Me: That's the beauty -- I mean, that is the beauty of being able to talk anyone into anything.
JC: This book, too, attempts to use literature to work through something. You call it "maintaining momentum." But you also note that maintaining momentum ...
Me: Is so difficult when things are happening all around you. You know what Woody Allen said about how a relationship is like a shark: Unless it keeps moving, it dies. But so many things get in the way.
JC: Still, there's a cost, too, when we don't maintain momentum.
Me: It's really true of most things -- damned if you do and damned if you do not.
JC: So for you it's a matter of failing yourself, not other people?
Me: Like I say, what choice do I have?
JC: As if you haven't completed the task?
Me: One is never finished. Why should I finish?
Sunday, October 23, 2011
The mob capturing Gaddafi
This video showing a mob of militiamen abusing and dragging around a bloodied, confused and terrified Gaddafi is awful to see -- though it's probably the way we'd like every evil dictator to wind up. Contrast it to the image of Slobodan Milosevic dying quietly in his cell at the Hague, or even worse, Francisco Franco dying an old and free man.
As a document, it's not very useful. It has edits, for one thing. And the camera is constantly jostled, spun around, and shoved into people's faces. Also, I didn't see anyone in a Yankees cap.
Saturday, October 22, 2011
Summer of Infinite Jest 14 -- Things come to a head
We are all dying to give our lives away to something, maybe.
-- Hal's internal monologue in Infinite Jest, page 900
I reached the long stretch recounting Gately's sojourn in the hospital, where he suffers a dark night of the soul as he bravely/stupidly refuses all narcotic painkillers for fear they will get in the way of his recovery. (I almost capitalized recovery. Must be careful not to let DFW's tics infect my own writing, which is something I'm sure all writers experience.) These scenes, at once comic and heroic, alternate with incidents back at the tennis academy where one of the secondary characters gets his face stuck on a cold window, and then protagonist Hal has a nervous breakdown. I'll let the English majors determine how the character Stice more or less literally losing face contributes to the breakdown, and how this is thematically beautiful; no connection occurs to me right away, but I'm probably not reading carefully enough.

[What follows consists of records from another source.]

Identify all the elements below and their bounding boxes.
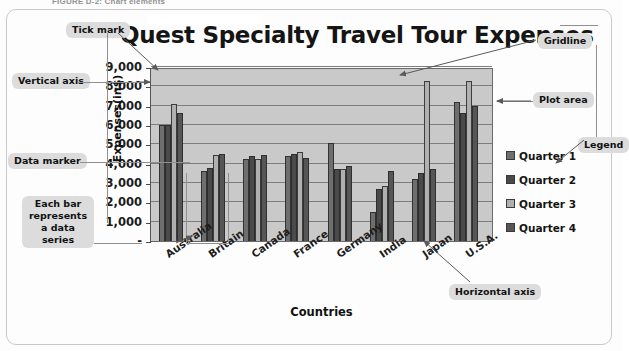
- data-marker-bar: [346, 166, 352, 241]
- chart-title: Quest Specialty Travel Tour Expenses: [120, 22, 510, 48]
- leader-line-data-marker: [80, 162, 190, 163]
- callout-plot-area: Plot area: [533, 92, 594, 108]
- vertical-axis-line: [150, 68, 151, 243]
- tick-mark: [146, 242, 151, 243]
- series-bracket-left: [186, 173, 187, 243]
- leader-line-gridline-top: [560, 25, 598, 26]
- legend-item-label: Quarter 2: [519, 174, 576, 186]
- x-axis-category-labels: AustraliaBritainCanadaFranceGermanyIndia…: [150, 244, 493, 296]
- bar-group: [279, 69, 321, 241]
- chart-legend: Quarter 1Quarter 2Quarter 3Quarter 4: [506, 150, 576, 246]
- data-marker-bar: [388, 171, 394, 241]
- bar-group: [153, 69, 195, 241]
- bar-group: [195, 69, 237, 241]
- legend-swatch-icon: [506, 223, 515, 232]
- plot-area: [150, 68, 493, 242]
- legend-swatch-icon: [506, 151, 515, 160]
- tick-mark: [146, 107, 151, 108]
- bar-groups: [151, 69, 492, 241]
- leader-line-legend-vertical: [596, 45, 597, 137]
- callout-horizontal-axis: Horizontal axis: [449, 284, 541, 300]
- leader-line-left-vertical: [107, 33, 108, 223]
- tick-mark: [146, 87, 151, 88]
- tick-mark: [146, 68, 151, 69]
- data-marker-bar: [472, 106, 478, 241]
- tick-mark: [146, 203, 151, 204]
- bar-group: [406, 69, 448, 241]
- data-marker-bar: [303, 158, 309, 241]
- callout-legend: Legend: [578, 137, 629, 153]
- gridline: [151, 66, 492, 67]
- bar-group: [322, 69, 364, 241]
- tick-mark: [146, 223, 151, 224]
- legend-item-label: Quarter 3: [519, 198, 576, 210]
- legend-item: Quarter 4: [506, 222, 576, 233]
- legend-swatch-icon: [506, 175, 515, 184]
- series-bracket-right: [228, 173, 229, 243]
- callout-data-series: Each bar represents a data series: [22, 196, 94, 248]
- y-axis-tick-label: 3,000: [106, 176, 142, 190]
- y-axis-tick-label: 2,000: [106, 195, 142, 209]
- legend-swatch-icon: [506, 199, 515, 208]
- callout-tick-mark: Tick mark: [66, 22, 130, 38]
- callout-gridline: Gridline: [538, 33, 592, 49]
- bar-group: [364, 69, 406, 241]
- legend-item: Quarter 3: [506, 198, 576, 209]
- data-marker-bar: [261, 155, 267, 241]
- y-axis-tick-label: -: [137, 234, 142, 248]
- y-axis-title: Expenses(in$): [111, 64, 124, 174]
- data-marker-bar: [177, 113, 183, 241]
- legend-item-label: Quarter 4: [519, 222, 576, 234]
- legend-item: Quarter 1: [506, 150, 576, 161]
- legend-item: Quarter 2: [506, 174, 576, 185]
- y-axis-tick-label: 1,000: [106, 215, 142, 229]
- leader-line-vertical-axis: [78, 82, 150, 83]
- figure-caption: FIGURE D-2: Chart elements: [52, 0, 165, 6]
- data-marker-bar: [219, 154, 225, 241]
- tick-mark: [146, 145, 151, 146]
- tick-mark: [146, 184, 151, 185]
- tick-mark: [146, 126, 151, 127]
- leader-line-plot-area: [497, 101, 533, 102]
- callout-vertical-axis: Vertical axis: [12, 73, 90, 89]
- data-marker-bar: [430, 169, 436, 241]
- bar-group: [448, 69, 490, 241]
- bar-group: [237, 69, 279, 241]
- legend-item-label: Quarter 1: [519, 150, 576, 162]
- callout-data-marker: Data marker: [8, 153, 87, 169]
- leader-line-data-series: [94, 243, 142, 244]
- tick-mark: [146, 165, 151, 166]
- series-bracket-bottom: [186, 243, 228, 244]
- x-axis-title: Countries: [150, 305, 493, 319]
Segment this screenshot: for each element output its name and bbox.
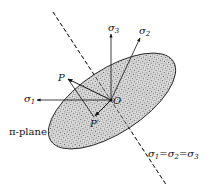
sigma1-label: σ1 (24, 93, 35, 106)
sigma3-label: σ3 (108, 22, 120, 35)
pi-plane-label: π-plane (9, 126, 47, 137)
sigma2-label: σ2 (139, 25, 151, 38)
point-pprime-label: P′ (89, 118, 100, 129)
point-p-label: P (57, 72, 65, 83)
origin-label: O (113, 95, 121, 106)
hydrostatic-axis-label: σ1=σ2=σ3 (148, 148, 199, 161)
pi-plane-diagram: σ3 σ2 σ1 P P′ O π-plane σ1=σ2=σ3 (0, 0, 207, 194)
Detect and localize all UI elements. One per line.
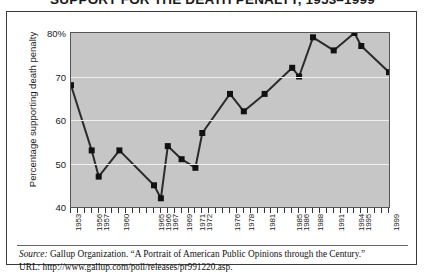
x-tick-mark xyxy=(319,208,320,213)
figure-frame: Percentage supporting death penalty 4050… xyxy=(6,11,417,265)
data-point-1972 xyxy=(199,130,205,136)
x-tick-label-1972: 1972 xyxy=(205,214,214,231)
x-tick-mark xyxy=(326,208,327,213)
data-point-1976 xyxy=(227,91,233,97)
x-tick-mark xyxy=(222,208,223,213)
x-tick-label-1986: 1986 xyxy=(302,214,311,231)
x-tick-mark xyxy=(381,208,382,213)
data-point-1991 xyxy=(331,47,337,53)
y-tick-label-40: 40 xyxy=(20,202,66,213)
data-point-1988 xyxy=(310,34,316,40)
x-tick-mark xyxy=(270,208,271,213)
x-tick-mark xyxy=(215,208,216,213)
source-label: Source: xyxy=(19,249,48,259)
source-url: URL: http://www.gallup.com/poll/releases… xyxy=(19,261,411,272)
x-tick-mark xyxy=(98,208,99,213)
x-tick-mark xyxy=(153,208,154,213)
data-point-1994 xyxy=(351,33,357,36)
x-tick-mark xyxy=(298,208,299,213)
y-tick-label-50: 50 xyxy=(20,158,66,169)
x-tick-mark xyxy=(388,208,389,213)
data-point-1995 xyxy=(358,43,364,49)
x-tick-mark xyxy=(353,208,354,213)
x-tick-mark xyxy=(291,208,292,213)
x-tick-label-1957: 1957 xyxy=(102,214,111,231)
x-tick-label-1999: 1999 xyxy=(392,214,401,231)
data-point-1957 xyxy=(96,174,102,180)
x-tick-mark xyxy=(229,208,230,213)
x-tick-label-1991: 1991 xyxy=(337,214,346,231)
data-point-1969 xyxy=(179,156,185,162)
x-tick-mark xyxy=(367,208,368,213)
x-tick-mark xyxy=(257,208,258,213)
x-tick-mark xyxy=(125,208,126,213)
x-tick-mark xyxy=(312,208,313,213)
x-tick-label-1969: 1969 xyxy=(185,214,194,231)
gridline-50 xyxy=(71,164,389,165)
x-tick-mark xyxy=(360,208,361,213)
gridline-70 xyxy=(71,77,389,78)
x-tick-label-1976: 1976 xyxy=(233,214,242,231)
chart-area: Percentage supporting death penalty 4050… xyxy=(7,12,418,244)
x-tick-mark xyxy=(174,208,175,213)
x-tick-mark xyxy=(139,208,140,213)
x-tick-mark xyxy=(111,208,112,213)
data-point-1960 xyxy=(116,147,122,153)
data-point-1966 xyxy=(158,195,164,201)
data-point-1999 xyxy=(386,69,389,75)
data-point-1985 xyxy=(289,65,295,71)
y-tick-label-80%: 80% xyxy=(20,28,66,39)
footnote-divider xyxy=(17,245,408,246)
gridline-60 xyxy=(71,120,389,121)
x-tick-mark xyxy=(208,208,209,213)
x-tick-label-1981: 1981 xyxy=(268,214,277,231)
x-tick-mark xyxy=(284,208,285,213)
x-tick-mark xyxy=(374,208,375,213)
x-tick-mark xyxy=(305,208,306,213)
x-tick-mark xyxy=(167,208,168,213)
page-title: SUPPORT FOR THE DEATH PENALTY, 1953–1999 xyxy=(0,0,425,8)
x-tick-label-1953: 1953 xyxy=(74,214,83,231)
x-tick-mark xyxy=(70,208,71,213)
data-point-1981 xyxy=(262,91,268,97)
x-tick-mark xyxy=(77,208,78,213)
x-tick-label-1967: 1967 xyxy=(171,214,180,231)
x-tick-mark xyxy=(243,208,244,213)
data-point-1967 xyxy=(165,143,171,149)
x-tick-mark xyxy=(264,208,265,213)
data-point-1978 xyxy=(241,108,247,114)
x-tick-mark xyxy=(347,208,348,213)
x-tick-label-1960: 1960 xyxy=(122,214,131,231)
x-tick-label-1988: 1988 xyxy=(316,214,325,231)
x-tick-mark xyxy=(201,208,202,213)
y-tick-label-70: 70 xyxy=(20,71,66,82)
x-tick-label-1995: 1995 xyxy=(364,214,373,231)
x-tick-mark xyxy=(194,208,195,213)
x-tick-mark xyxy=(160,208,161,213)
series-line xyxy=(71,33,389,198)
data-point-1971 xyxy=(192,165,198,171)
source-text: Gallup Organization. “A Portrait of Amer… xyxy=(48,249,366,259)
data-point-1956 xyxy=(89,147,95,153)
x-tick-mark xyxy=(250,208,251,213)
x-tick-mark xyxy=(118,208,119,213)
data-point-1965 xyxy=(151,182,157,188)
x-tick-mark xyxy=(105,208,106,213)
x-axis-tick-labels: 1953195619571960196519661967196919711972… xyxy=(70,214,390,244)
x-tick-mark xyxy=(132,208,133,213)
x-tick-mark xyxy=(146,208,147,213)
y-axis-title: Percentage supporting death penalty xyxy=(27,22,38,198)
data-point-1953 xyxy=(71,82,74,88)
x-tick-mark xyxy=(277,208,278,213)
x-tick-mark xyxy=(84,208,85,213)
x-axis-tick-marks xyxy=(70,208,390,213)
source-line: Source: Gallup Organization. “A Portrait… xyxy=(19,248,411,261)
x-tick-mark xyxy=(181,208,182,213)
footnote: Source: Gallup Organization. “A Portrait… xyxy=(19,248,411,272)
x-tick-mark xyxy=(333,208,334,213)
x-tick-mark xyxy=(188,208,189,213)
x-tick-mark xyxy=(91,208,92,213)
plot-panel xyxy=(70,32,390,208)
y-tick-label-60: 60 xyxy=(20,115,66,126)
x-tick-mark xyxy=(236,208,237,213)
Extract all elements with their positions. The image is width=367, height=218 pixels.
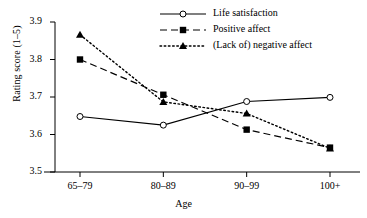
legend-item-label: Positive affect <box>213 23 270 34</box>
y-tick-marks <box>50 22 55 172</box>
y-tick-label: 3.8 <box>12 53 42 64</box>
x-tick-label: 90–99 <box>217 180 277 191</box>
axis-lines <box>44 22 360 172</box>
x-tick-label: 65–79 <box>50 180 110 191</box>
series-1 <box>77 56 333 151</box>
legend-item-label: Life satisfaction <box>213 7 278 18</box>
x-tick-label: 100+ <box>300 180 360 191</box>
y-tick-label: 3.9 <box>12 15 42 26</box>
series-0 <box>77 94 333 128</box>
x-tick-label: 80–89 <box>133 180 193 191</box>
y-tick-label: 3.5 <box>12 165 42 176</box>
x-tick-marks <box>80 172 330 177</box>
figure: Rating score (1–5) Age 3.53.63.73.83.9 6… <box>0 0 367 218</box>
legend-item-label: (Lack of) negative affect <box>213 39 312 50</box>
x-axis-label: Age <box>0 198 367 209</box>
y-tick-label: 3.7 <box>12 90 42 101</box>
legend-markers <box>160 11 206 49</box>
y-tick-label: 3.6 <box>12 128 42 139</box>
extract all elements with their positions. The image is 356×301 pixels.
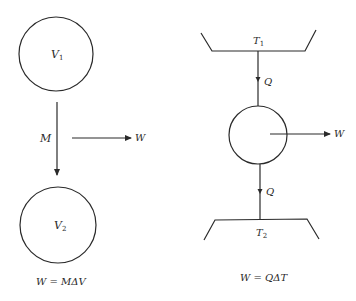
heat-out-label: Q xyxy=(266,186,274,197)
work-label-right: W xyxy=(334,128,345,139)
heat-in-arrow-icon xyxy=(256,77,261,82)
mass-flow-label: M xyxy=(39,132,52,145)
hot-reservoir-label: T1 xyxy=(253,35,264,48)
right-diagram: T1 Q W Q T2 W = QΔT xyxy=(201,30,345,283)
cold-reservoir-label: T2 xyxy=(256,227,267,240)
heat-in-label: Q xyxy=(264,76,272,87)
upper-reservoir-label: V1 xyxy=(51,48,63,62)
work-label-left: W xyxy=(135,132,146,143)
analogy-diagram: V1 M W V2 W = MΔV T1 Q W Q T2 W = QΔT xyxy=(0,0,356,301)
heat-out-arrow-icon xyxy=(258,189,263,194)
formula-right: W = QΔT xyxy=(240,272,288,283)
lower-reservoir-label: V2 xyxy=(54,219,66,233)
engine-circle xyxy=(229,106,287,164)
formula-left: W = MΔV xyxy=(36,276,87,287)
left-diagram: V1 M W V2 W = MΔV xyxy=(19,17,146,287)
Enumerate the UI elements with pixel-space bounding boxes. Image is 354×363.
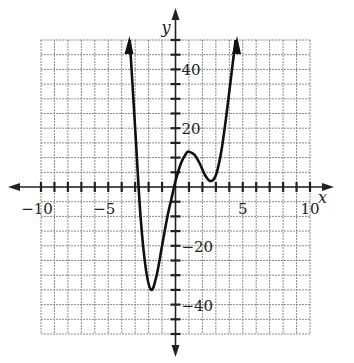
tick-labels: −10−55104020−20−40xy <box>21 18 327 315</box>
x-tick-label: −5 <box>93 200 115 218</box>
x-axis-left-arrow-icon <box>8 183 20 191</box>
y-tick-label: 20 <box>182 120 201 138</box>
function-graph: −10−55104020−20−40xy <box>0 0 354 363</box>
curve-left-arrow-icon <box>125 36 134 54</box>
x-tick-label: 10 <box>300 200 319 218</box>
y-tick-label: −40 <box>182 297 214 315</box>
y-axis-down-arrow-icon <box>172 345 180 357</box>
y-tick-label: −20 <box>182 238 214 256</box>
y-tick-label: 40 <box>182 61 201 79</box>
x-axis-label: x <box>318 188 327 207</box>
curve-right-arrow-icon <box>232 36 241 54</box>
y-axis-up-arrow-icon <box>172 8 180 20</box>
curve-arrowheads <box>125 36 242 54</box>
x-tick-label: 5 <box>238 200 248 218</box>
y-axis-label: y <box>161 18 172 37</box>
x-tick-label: −10 <box>21 200 53 218</box>
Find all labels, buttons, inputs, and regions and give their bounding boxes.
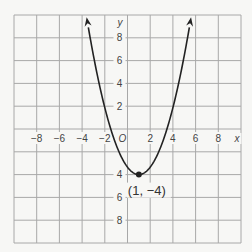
vertex-label: (1, −4) bbox=[128, 183, 166, 198]
x-tick-label: 4 bbox=[170, 133, 176, 144]
x-tick-label: 2 bbox=[147, 133, 153, 144]
arrow-up-left-icon bbox=[85, 17, 92, 26]
y-tick-label: 6 bbox=[117, 192, 123, 203]
x-axis-label: x bbox=[233, 133, 240, 144]
parabola-graph: −8−6−4−224688642468 x y O (1, −4) bbox=[0, 0, 252, 252]
vertex-point bbox=[136, 172, 142, 178]
origin-label: O bbox=[119, 133, 127, 144]
parabola-curve bbox=[88, 27, 189, 174]
grid bbox=[14, 15, 241, 243]
y-tick-label: 4 bbox=[117, 169, 123, 180]
y-tick-label: 2 bbox=[117, 101, 123, 112]
y-axis-label: y bbox=[117, 17, 124, 28]
x-tick-label: −2 bbox=[99, 133, 111, 144]
x-tick-label: −8 bbox=[31, 133, 43, 144]
y-tick-label: 4 bbox=[117, 78, 123, 89]
x-tick-label: −6 bbox=[54, 133, 66, 144]
arrow-up-right-icon bbox=[186, 17, 193, 26]
x-tick-label: −4 bbox=[76, 133, 88, 144]
x-tick-label: 8 bbox=[216, 133, 222, 144]
y-tick-label: 8 bbox=[117, 215, 123, 226]
y-tick-label: 8 bbox=[117, 32, 123, 43]
x-tick-label: 6 bbox=[193, 133, 199, 144]
y-tick-label: 6 bbox=[117, 55, 123, 66]
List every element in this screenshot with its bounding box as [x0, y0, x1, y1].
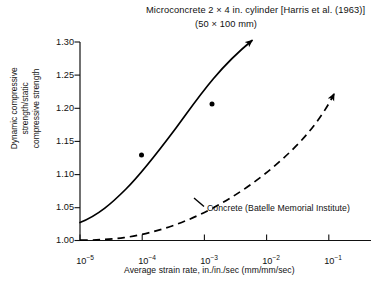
data-point-2: [210, 102, 215, 107]
series-line-concrete-batelle: [80, 94, 334, 240]
data-point-1: [139, 153, 144, 158]
series-line-microconcrete: [80, 41, 252, 223]
annotation-leader-line: [194, 198, 204, 207]
chart-figure: Microconcrete 2 × 4 in. cylinder [Harris…: [0, 0, 373, 287]
x-tick-marks: [80, 235, 329, 241]
plot-area: [0, 0, 373, 287]
y-tick-marks: [75, 42, 81, 241]
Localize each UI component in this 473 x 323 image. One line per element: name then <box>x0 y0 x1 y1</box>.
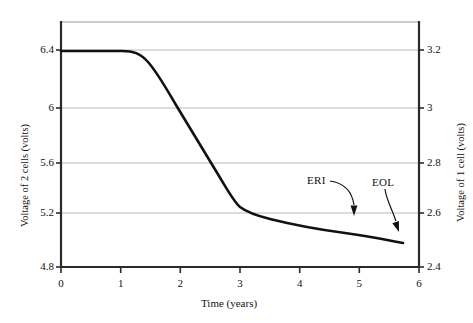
x-tick-label-0: 0 <box>46 277 76 289</box>
x-tick-label-2: 2 <box>165 277 195 289</box>
y-axis-title-left: Voltage of 2 cells (volts) <box>19 124 30 227</box>
x-axis-title: Time (years) <box>201 297 257 309</box>
y-tick-label-6: 6 <box>16 101 54 113</box>
eol-annotation-arrow <box>385 189 399 232</box>
y-tick-label-4-8: 4.8 <box>16 260 54 272</box>
gridlines <box>61 50 419 213</box>
x-tick-label-1: 1 <box>106 277 136 289</box>
x-tick-label-3: 3 <box>225 277 255 289</box>
x-tick-label-5: 5 <box>344 277 374 289</box>
y2-tick-label-2-4: 2.4 <box>427 260 463 272</box>
y2-tick-label-3: 3 <box>427 101 463 113</box>
y2-tick-label-3-2: 3.2 <box>427 43 463 55</box>
x-tick-label-4: 4 <box>285 277 315 289</box>
eri-annotation-arrow <box>330 181 357 216</box>
annotation-label-eol: EOL <box>372 176 394 188</box>
chart-canvas <box>0 0 473 323</box>
annotation-label-eri: ERI <box>307 174 326 186</box>
y-tick-label-6-4: 6.4 <box>16 43 54 55</box>
chart-figure: 6.4 6 5.6 5.2 4.8 3.2 3 2.8 2.6 2.4 0 1 … <box>0 0 473 323</box>
x-tick-label-6: 6 <box>404 277 434 289</box>
voltage-curve <box>61 51 403 243</box>
y-axis-title-right: Voltage of 1 cell (volts) <box>455 123 466 222</box>
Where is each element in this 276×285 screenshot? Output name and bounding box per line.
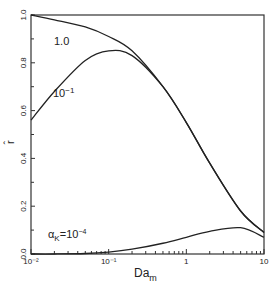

Hal's nervous breakdown is accompanied by enhanced perceptions and a rush of thoughts, as if he were high on something, though he isn't -- unless I missed something. And the quotation above, which more than any single sentence in the book could serve as its epigram, comes amidst a slew of disconnected thoughts:
It now lately sometimes seemed like a kind of black miracle to me* that people could actually care deeply about a subject or pursuit, and could go on caring this way for years on end. Could dedicate their entire lives to it. It seemed admirable and at the same time pathetic. We are all dying to give our lives away to something, maybe. God or Satan, politics or grammar, topology or philately -- the object seemed incidental to this will to give oneself away, utterly. To games or needles, to some other person. Something pathetic about it. A flight-from in the form of a plunging-into.
* None of the sections about Hal were in the first person until a few dozen pages ago, when suddenly first-person sections started to appear. So "I" is Hal himself.
Here's the author, using the first-person perspective to bring more immediacy to the words, stating the book's theme as clearly as it's ever stated. The book is all about this quest to care deeply, to commit oneself totally. The tennis players commit their young lives to the sport ("games"); the addicts commit their lives to addiction ("needles"), then to recovery; the terrorists commit their lives to their cause.
Simple, and very clear once you're this far into the book. It takes your own commitment, as a reader, to get this far, though. Again, that's payoff enough for me. I don't need the plot to all wrap up nicely which (I've heard) it won't.
It also occurred to me today: the tennis academy sections of Infinite Jest are a Y.A. novel. Maybe the publisher should extract them -- the way Don DeLillo's publisher extracted the first, unbelievably brilliant baseball section of Underworld -- and publish it separately. Titled, maybe, "Dawn Drills."
Thursday, October 20, 2011
Today in Collapse-obsessed foamer blogs
Everyone has heard the dictum "A conservative is a liberal who has been mugged." It means that when crime strikes you personally, you supposedly forget all your liberal pieties about race, gun ownership, non-violence and so on, and instead go out and buy a gun and start voting for Nixon.
How about this one: a real conservative is someone who goes through a natural disaster and, instead of forming compassion for others and realizing we all have to depend on each other in an emergency, comes away with a resolution to hoard, arm himself, and fortify his compound.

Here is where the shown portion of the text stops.